Having noticed that over 50% of the posts in the Data Access Forum alone deal with Hibernate, I'm wondering if most of the Spring users see an overwhelming advantage of doing O/R mapping. Assuming that's true, let's back up a bit. It reminds me of the beginning of J2EE and everyone wanted to write entity beans.
Is there an O/R feeding frenzy? Having spent the last two years involved with a project that accesses a hierarchical database in a relational fashion, there is a huge impact that comes with short-circuiting what a DMBS brings to the table.
I assume that those doing O/R Mapping would prefer an Object DBMS, yet the lack of such a thing in the mainstream tells me that sufficient justification for one to convince stakeholders of the advantages doesn't exist. The advantages of Spring by removing the requirement of using EJBs is quite apparent. Rod, et. al, have given us a rich set of JDBC helpers and I would like to think they're there for more reasons than "completeness" or backward-compatibility. I did not get the impression from Rod's books that O/R is the holy grail, so what do the Hibernate users see as the great benefit? Have we set the cart before the horse or created a solution looking for a problem or are there 10% of the Spring users using Hibernate and having nothing but problems with it?
Is (and should) O/R mapping be the architectural giant it appears to be?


• _WHAT IS NEEDED_
Your answer must be a word-for-word copy of the listing, with all pictures excluded.

--- RECORDS PROVIDED ---

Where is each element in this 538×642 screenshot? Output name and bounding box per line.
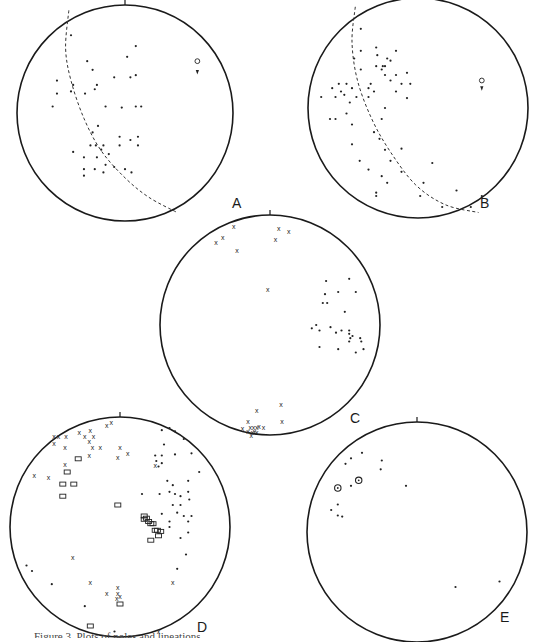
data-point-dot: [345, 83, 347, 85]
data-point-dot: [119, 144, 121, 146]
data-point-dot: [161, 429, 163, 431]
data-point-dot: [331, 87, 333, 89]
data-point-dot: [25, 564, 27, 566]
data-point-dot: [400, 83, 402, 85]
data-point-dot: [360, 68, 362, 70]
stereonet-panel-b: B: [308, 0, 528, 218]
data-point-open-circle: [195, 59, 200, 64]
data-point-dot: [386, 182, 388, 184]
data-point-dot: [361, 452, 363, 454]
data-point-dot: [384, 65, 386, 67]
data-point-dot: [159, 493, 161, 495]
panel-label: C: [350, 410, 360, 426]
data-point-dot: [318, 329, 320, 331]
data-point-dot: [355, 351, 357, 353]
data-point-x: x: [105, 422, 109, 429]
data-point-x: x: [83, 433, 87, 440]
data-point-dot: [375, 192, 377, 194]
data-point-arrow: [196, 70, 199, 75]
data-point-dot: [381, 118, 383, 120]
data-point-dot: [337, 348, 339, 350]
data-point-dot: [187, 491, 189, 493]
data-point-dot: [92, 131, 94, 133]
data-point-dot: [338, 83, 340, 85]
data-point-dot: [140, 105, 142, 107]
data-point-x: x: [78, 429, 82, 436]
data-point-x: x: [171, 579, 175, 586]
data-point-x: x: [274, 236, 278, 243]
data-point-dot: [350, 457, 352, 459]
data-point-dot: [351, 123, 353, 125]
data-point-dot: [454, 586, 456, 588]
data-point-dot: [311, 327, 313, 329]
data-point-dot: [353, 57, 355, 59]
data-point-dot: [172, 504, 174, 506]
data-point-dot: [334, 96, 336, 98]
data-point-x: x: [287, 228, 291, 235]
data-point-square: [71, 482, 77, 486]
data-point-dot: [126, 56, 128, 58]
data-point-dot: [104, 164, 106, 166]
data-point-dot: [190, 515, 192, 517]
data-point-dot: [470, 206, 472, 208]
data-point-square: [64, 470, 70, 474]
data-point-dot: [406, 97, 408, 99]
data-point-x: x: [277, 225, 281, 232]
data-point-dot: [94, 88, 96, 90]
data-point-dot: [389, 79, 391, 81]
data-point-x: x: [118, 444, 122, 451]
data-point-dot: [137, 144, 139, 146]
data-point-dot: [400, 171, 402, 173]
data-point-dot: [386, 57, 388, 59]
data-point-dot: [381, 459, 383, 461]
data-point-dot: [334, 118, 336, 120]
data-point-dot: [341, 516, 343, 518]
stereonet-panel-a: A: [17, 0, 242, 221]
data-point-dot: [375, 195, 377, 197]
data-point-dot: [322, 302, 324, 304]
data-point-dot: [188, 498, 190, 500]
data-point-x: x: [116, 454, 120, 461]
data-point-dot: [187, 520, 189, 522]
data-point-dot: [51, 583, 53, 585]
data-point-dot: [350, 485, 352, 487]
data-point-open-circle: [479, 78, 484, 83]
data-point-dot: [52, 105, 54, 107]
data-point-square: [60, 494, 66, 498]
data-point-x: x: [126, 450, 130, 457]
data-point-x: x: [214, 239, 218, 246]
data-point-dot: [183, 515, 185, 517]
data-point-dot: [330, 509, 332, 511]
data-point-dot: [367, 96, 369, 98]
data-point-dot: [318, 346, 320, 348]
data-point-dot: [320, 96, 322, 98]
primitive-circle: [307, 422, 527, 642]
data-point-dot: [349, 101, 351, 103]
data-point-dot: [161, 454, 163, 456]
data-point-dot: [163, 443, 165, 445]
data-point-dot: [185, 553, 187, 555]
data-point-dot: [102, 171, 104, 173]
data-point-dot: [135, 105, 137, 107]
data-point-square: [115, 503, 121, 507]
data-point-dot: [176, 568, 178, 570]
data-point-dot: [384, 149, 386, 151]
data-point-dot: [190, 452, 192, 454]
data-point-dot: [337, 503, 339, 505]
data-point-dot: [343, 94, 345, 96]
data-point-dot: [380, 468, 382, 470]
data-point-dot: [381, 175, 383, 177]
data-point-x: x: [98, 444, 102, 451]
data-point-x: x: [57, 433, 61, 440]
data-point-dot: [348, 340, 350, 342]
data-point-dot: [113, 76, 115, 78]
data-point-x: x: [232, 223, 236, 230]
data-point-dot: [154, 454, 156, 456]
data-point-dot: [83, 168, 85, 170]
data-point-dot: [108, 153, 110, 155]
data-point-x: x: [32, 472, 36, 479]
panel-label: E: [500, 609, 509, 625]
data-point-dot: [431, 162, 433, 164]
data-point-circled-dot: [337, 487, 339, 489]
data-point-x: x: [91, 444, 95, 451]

---

• _RESPONSE_
Where is each element in this 538×642 screenshot? Output name and bounding box per line.
data-point-dot: [345, 83, 347, 85]
data-point-dot: [119, 144, 121, 146]
data-point-dot: [161, 429, 163, 431]
data-point-dot: [331, 87, 333, 89]
data-point-dot: [25, 564, 27, 566]
data-point-dot: [400, 83, 402, 85]
data-point-dot: [360, 68, 362, 70]
stereonet-panel-b: B: [308, 0, 528, 218]
data-point-open-circle: [195, 59, 200, 64]
data-point-dot: [386, 182, 388, 184]
data-point-dot: [361, 452, 363, 454]
data-point-dot: [384, 65, 386, 67]
data-point-dot: [159, 493, 161, 495]
panel-label: C: [350, 410, 360, 426]
data-point-dot: [318, 329, 320, 331]
data-point-dot: [355, 351, 357, 353]
data-point-x: x: [105, 422, 109, 429]
data-point-x: x: [83, 433, 87, 440]
data-point-dot: [375, 192, 377, 194]
data-point-arrow: [196, 70, 199, 75]
data-point-dot: [381, 118, 383, 120]
data-point-dot: [337, 348, 339, 350]
data-point-dot: [187, 491, 189, 493]
data-point-dot: [92, 131, 94, 133]
data-point-dot: [338, 83, 340, 85]
data-point-dot: [140, 105, 142, 107]
data-point-x: x: [78, 429, 82, 436]
data-point-x: x: [171, 579, 175, 586]
data-point-x: x: [274, 236, 278, 243]
data-point-dot: [350, 457, 352, 459]
data-point-dot: [351, 123, 353, 125]
data-point-dot: [454, 586, 456, 588]
data-point-dot: [311, 327, 313, 329]
data-point-dot: [353, 57, 355, 59]
data-point-dot: [172, 504, 174, 506]
data-point-dot: [334, 96, 336, 98]
data-point-x: x: [287, 228, 291, 235]
data-point-square: [71, 482, 77, 486]
data-point-dot: [126, 56, 128, 58]
data-point-dot: [104, 164, 106, 166]
data-point-dot: [190, 515, 192, 517]
data-point-dot: [470, 206, 472, 208]
data-point-square: [64, 470, 70, 474]
data-point-dot: [406, 97, 408, 99]
data-point-x: x: [277, 225, 281, 232]
data-point-dot: [94, 88, 96, 90]
data-point-dot: [389, 79, 391, 81]
data-point-x: x: [118, 444, 122, 451]
data-point-dot: [137, 144, 139, 146]
data-point-dot: [400, 171, 402, 173]
data-point-dot: [386, 57, 388, 59]
data-point-dot: [381, 459, 383, 461]
data-point-dot: [334, 118, 336, 120]
data-point-dot: [341, 516, 343, 518]
stereonet-panel-a: A: [17, 0, 242, 221]
data-point-dot: [375, 195, 377, 197]
data-point-dot: [322, 302, 324, 304]
data-point-dot: [188, 498, 190, 500]
data-point-x: x: [116, 454, 120, 461]
data-point-dot: [187, 520, 189, 522]
data-point-dot: [51, 583, 53, 585]
data-point-dot: [350, 485, 352, 487]
data-point-open-circle: [479, 78, 484, 83]
data-point-dot: [52, 105, 54, 107]
data-point-square: [60, 494, 66, 498]
data-point-x: x: [126, 450, 130, 457]
data-point-x: x: [214, 239, 218, 246]
data-point-dot: [183, 515, 185, 517]
data-point-dot: [330, 509, 332, 511]
data-point-dot: [367, 96, 369, 98]
data-point-dot: [318, 346, 320, 348]
data-point-dot: [320, 96, 322, 98]
primitive-circle: [307, 422, 527, 642]
data-point-dot: [349, 101, 351, 103]
data-point-dot: [161, 454, 163, 456]
data-point-dot: [163, 443, 165, 445]
data-point-dot: [185, 553, 187, 555]
data-point-dot: [102, 171, 104, 173]
data-point-dot: [135, 105, 137, 107]
data-point-square: [115, 503, 121, 507]
data-point-dot: [176, 568, 178, 570]
data-point-dot: [384, 149, 386, 151]
data-point-dot: [190, 452, 192, 454]
data-point-dot: [337, 503, 339, 505]
data-point-dot: [343, 94, 345, 96]
data-point-dot: [380, 468, 382, 470]
data-point-dot: [381, 175, 383, 177]
data-point-x: x: [98, 444, 102, 451]
data-point-x: x: [57, 433, 61, 440]
data-point-dot: [348, 340, 350, 342]
data-point-dot: [113, 76, 115, 78]
data-point-x: x: [232, 223, 236, 230]
data-point-dot: [154, 454, 156, 456]
data-point-dot: [83, 168, 85, 170]
data-point-dot: [108, 153, 110, 155]
data-point-x: x: [32, 472, 36, 479]
panel-label: E: [500, 609, 509, 625]
data-point-dot: [431, 162, 433, 164]
data-point-circled-dot: [337, 487, 339, 489]
data-point-x: x: [91, 444, 95, 451]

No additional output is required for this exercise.